Small-town hospitals were already closing at an alarming rate before the COVID-19 pandemic. But now the trend appears to be accelerating just as the disease arrives in rural America. When Decatur County General Hospital shuts down indefinitely by April 15, it will be the ninth small-town hospital to close in 2020 alone. According to a report released this month by the Chartis Center for Rural Health, nearly half of rural hospitals were already operating in the red before the COVID-19 crisis.
What will happen when it becomes clear that Trump is killing his own supporters? Lloyd Green at The Guardian, April 5: ‘Trump is killing his own supporters’ – even White House insiders know it.
On Sunday, initially at least, there was no White House briefing on the president’s public schedule. But the bad news kept coming. Coronavirus deaths continued to climb and reports of the heartland being unprepared for what may be on its horizon continued to ricochet around the media.
In the words of one administration insider, to the Guardian: “The Trump organism is simply collapsing. He’s killing his own supporters.”
Members of the national guard, emergency workers, rank-and-file Americans: all are exposed. Yet Trump appears incapable of emoting anything that comes close to heart-felt concern. Or just providing straight answers.
Rather, he is acting like Jefferson Davis, the president of the Confederate States of America: repeatedly letting governors know the burden of shoring up their sick, their doctors and their people falls on their shoulders first. The national government? It’s the world’s greatest backstop.
Remember when the Republican party freaked out about Barack Obama and the US “leading from behind” abroad? Remember the howls that evoked from GOP leaders? Those days are gone. Welcome to what Martin O’Malley, a Democratic former governor of Maryland, calls the “Darwinian approach to federalism”.
Trump is telling NFL owners he wants the season to start on time. He is disregarding Centers for Disease Control and Prevention advice on wearing facemasks in public. And he is touting untested coronavirus cures live on national TV.
Think Trump University on steroids, only this time we all stand to be the victims.
When Dr Anthony Fauci says there is no evidence to back up Trump’s claims surrounding hydroxychloroquine, an anti-malaria drug, pay attention. The fact Jared Kushner is on the case is hardly reassuring. He’s the guy who thought firing James Comey was win-win politics and promised Middle East peace in our time.
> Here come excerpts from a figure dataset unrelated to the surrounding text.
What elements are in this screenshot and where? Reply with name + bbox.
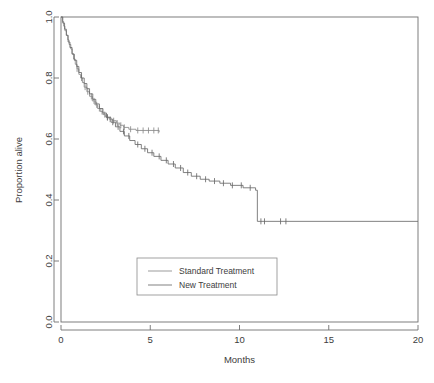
y-axis-tick-label: 0.8 [43,71,54,84]
survival-curve [61,17,159,132]
legend-label: Standard Treatment [179,266,255,276]
x-axis-tick-label: 10 [234,334,245,345]
x-axis-title: Months [224,354,255,365]
y-axis-tick-label: 0.2 [43,254,54,267]
legend-label: New Treatment [179,280,237,290]
x-axis-tick-label: 0 [58,334,63,345]
series-standard-treatment [61,17,159,133]
y-axis-title: Proportion alive [13,137,24,203]
y-axis-tick-label: 0.4 [43,193,54,206]
x-axis-tick-label: 5 [148,334,153,345]
plot-frame [61,17,418,322]
y-axis-tick-label: 0.6 [43,132,54,145]
y-axis: 0.00.20.40.60.81.0 [43,10,59,328]
x-axis-tick-label: 20 [413,334,424,345]
survival-plot-figure: 0.00.20.40.60.81.0 05101520 Standard Tre… [0,0,434,383]
x-axis-tick-label: 15 [323,334,334,345]
data-series-group [61,17,418,224]
y-axis-tick-label: 1.0 [43,10,54,23]
survival-curve [61,17,418,221]
chart-legend: Standard TreatmentNew Treatment [137,258,277,295]
y-axis-tick-label: 0.0 [43,315,54,328]
x-axis: 05101520 [58,325,423,345]
kaplan-meier-chart: 0.00.20.40.60.81.0 05101520 Standard Tre… [0,0,434,383]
While all this is going on, the Wisconsin Republican party is giving America a taste of the campaign to come in the fall. Right now, the Badger State GOP is fighting in the US supreme court efforts to extend mail-in voting for this Tuesday’s Democratic primary.
In other words, voters will be forced to choose between foregoing their rights and risking their lives. Democracy shouldn’t work that way.
Read the rest at The Guardian.
What’s happening where you live? And what stories are you following today?